If you were a kid in Iowa in the 1960s, cartoons weren’t this magical all-day buffet. There were no choices. No DVR or VCR. You got what you got. Couple channels. Maybe three if things were going your way.
The weather could mess it up. So could wind. Half the time you were standing there messing with rabbit ears like you were cracking a safe. Especially if you were trying to pull in that one UHF channel from Rockford. Or Minneapolis.
And
when something finally came in—maybe a little fuzzy. You watched it. Didn’t
matter what it was.
The Flintstones were everywhere. Nighttime show, technically for adults, didn’t matter. Kids watched it anyway.
Fred
yelling, Barney giggling, dinosaurs doing chores like it all made sense.
It
felt loud and a little chaotic. And most kids don’t remember it, but in the
early days Fred and Barney advertised cigarettes.
The
Jetsons were
the complete opposite. Futuristic, shiny, floating in space somewhere.
Flying
cars, robot maids, jobs where you barely did anything.
Meanwhile,
you’re sitting in Iowa looking out at cornfields thinking, yeah… okay… maybe
someday.
No
flying cars, but self-driving cars are almost a thing.
The
Yogi Bear Show just kept popping up. Yogi stealing picnic baskets like
he’d invented crime.
Same
joke over and over. It still worked. If you’d ever been to a park or a
campground, it felt weirdly familiar.
The
Huckleberry Hound Show was slower. Almost too slow.
Huck
drifted through everything, talking in that calm drawl like nothing bothered
him.
You
didn’t get hyped watching it. You just… watched it.
The
Rocky and Bullwinkle Show was something else entirely.
As
a kid, you laughed because it was goofy.
Later
you understood that half the jokes weren’t meant for you. Cold War stuff,
wordplay, weird little digs at everything.
Boris
and Natasha, the ultimate Russian spies.
Looney
Tunes wasn’t
even one show. It was just always there.
Bugs,
Daffy, Elmer—constant rotation.
Stations
ran those cartoons into the ground because they were cheap and easy.
Nobody
tired of them. Kids still watch them.
Popeye showed up the same way.
He
eats spinach, punches somebody, and the problem is solved. Repeat
forever.
You
might not have liked spinach, but you knew exactly what it was supposed to
do.
Popeye
was Arnold Schwarzenegger without the workout. Just pop a can of spinach.
The
Beatles cartoon
felt like cartoons meeting real life.
The
voices weren’t even really The Beatles, but who cared. It was loud, fast, and
kind of ridiculous. Kids were already into them, so of course they watched.
It
was a strange mixture of music, color, and motion.
The
Archie Show pushed that even harder.
A
cartoon band with catchy songs. Everything bright and bubblegum. “Sugar, Sugar”

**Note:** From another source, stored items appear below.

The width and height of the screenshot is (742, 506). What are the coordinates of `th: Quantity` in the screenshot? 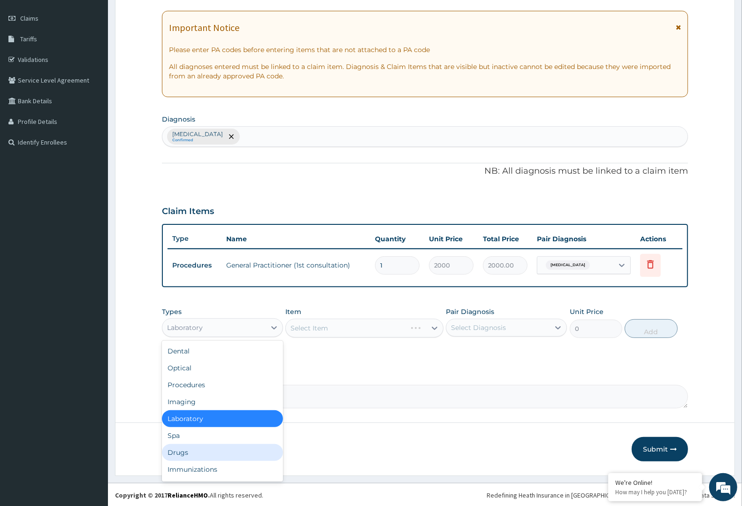 It's located at (397, 239).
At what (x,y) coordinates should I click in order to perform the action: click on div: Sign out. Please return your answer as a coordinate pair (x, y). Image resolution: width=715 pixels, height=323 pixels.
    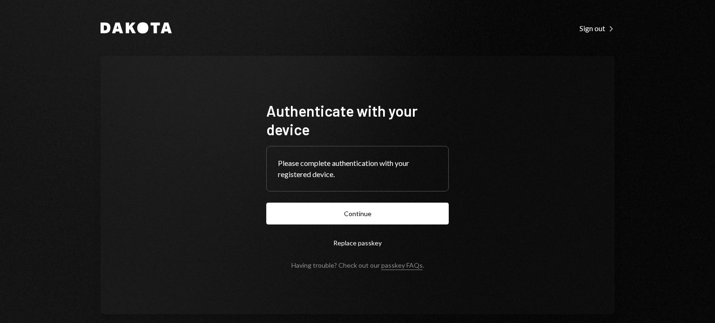
    Looking at the image, I should click on (597, 28).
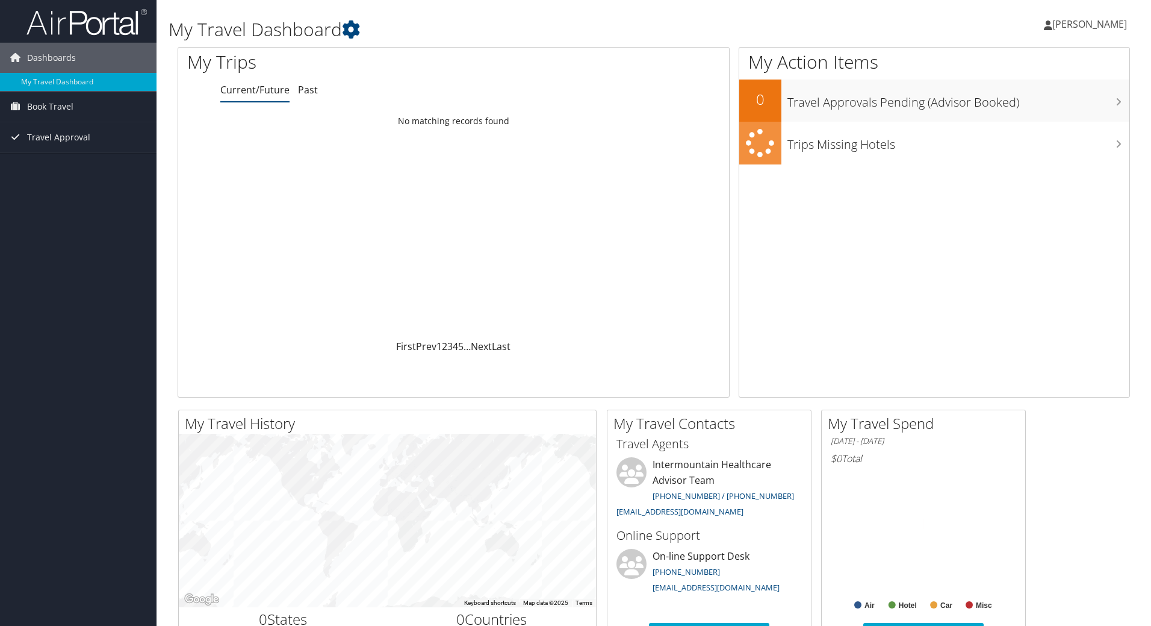 The width and height of the screenshot is (1151, 626). Describe the element at coordinates (934, 101) in the screenshot. I see `a: 0Travel Approvals Pending (Advisor Booked)` at that location.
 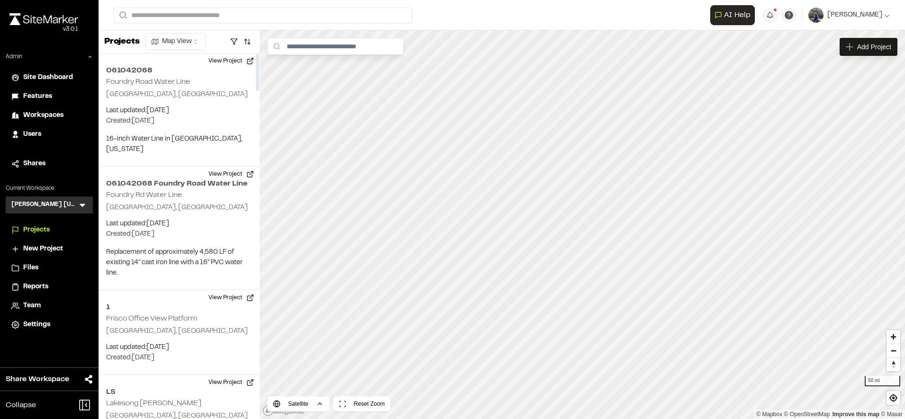 I want to click on span: Features, so click(x=37, y=97).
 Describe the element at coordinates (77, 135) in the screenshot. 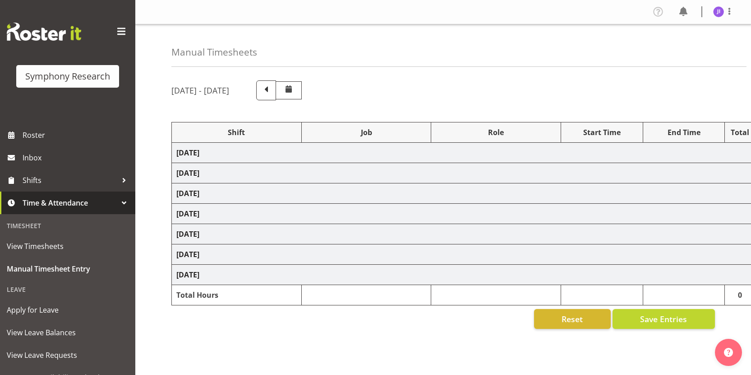

I see `span: Roster` at that location.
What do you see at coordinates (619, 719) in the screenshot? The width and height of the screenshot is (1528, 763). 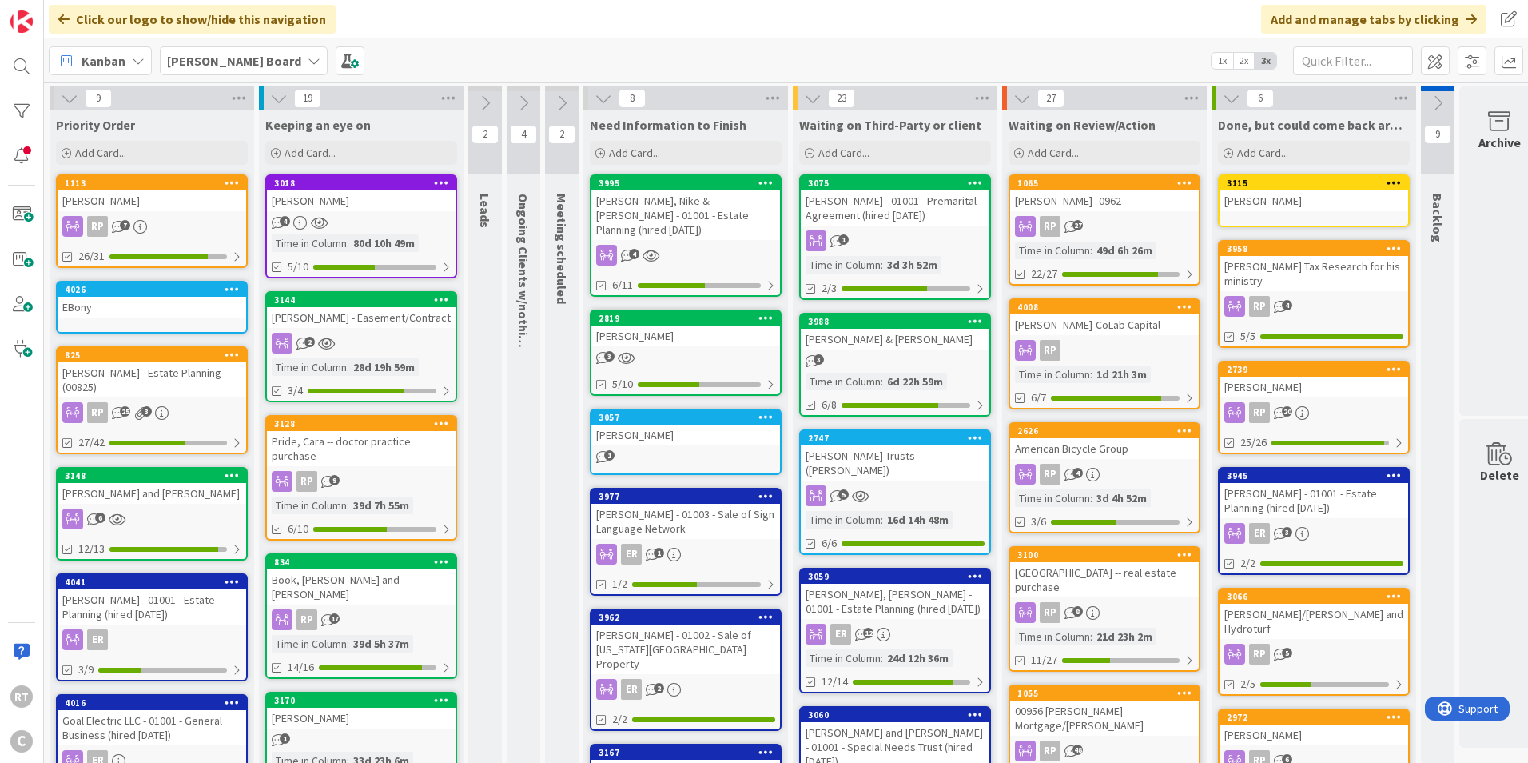 I see `span: 2/2` at bounding box center [619, 719].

got stuck in your head whether or not you wanted it there.
This
is where cartoons started selling more than just cartoons.
Scooby-Doo,
Where Are You! Showed up at the end of the decade.
Mystery,
chase scene, teenagers unmasking the bad guys.
Same
thing every time. Didn’t matter. Kids ate it up. Long-haired kids, a weird
half-human dog, and a psychedelic van.
That’s
how it went. You didn’t pick your favorites ahead of time. You didn’t plan
it out.
You
flipped the channel, messed with the antenna. Whatever came in is what you
watched.
And
somehow, that ended up being the same stuff for just about every kid in Iowa.
One more thing …
If you’ve ever said “I remember that
place”… this blog is for you.
I dig up the stories, the lost stores,
the old Iowa you don’t see anymore. No clickbait. No junk. Just real nostalgia.
If you enjoy it, consider tossing a few
bucks in the tip jar. It helps keep this thing going.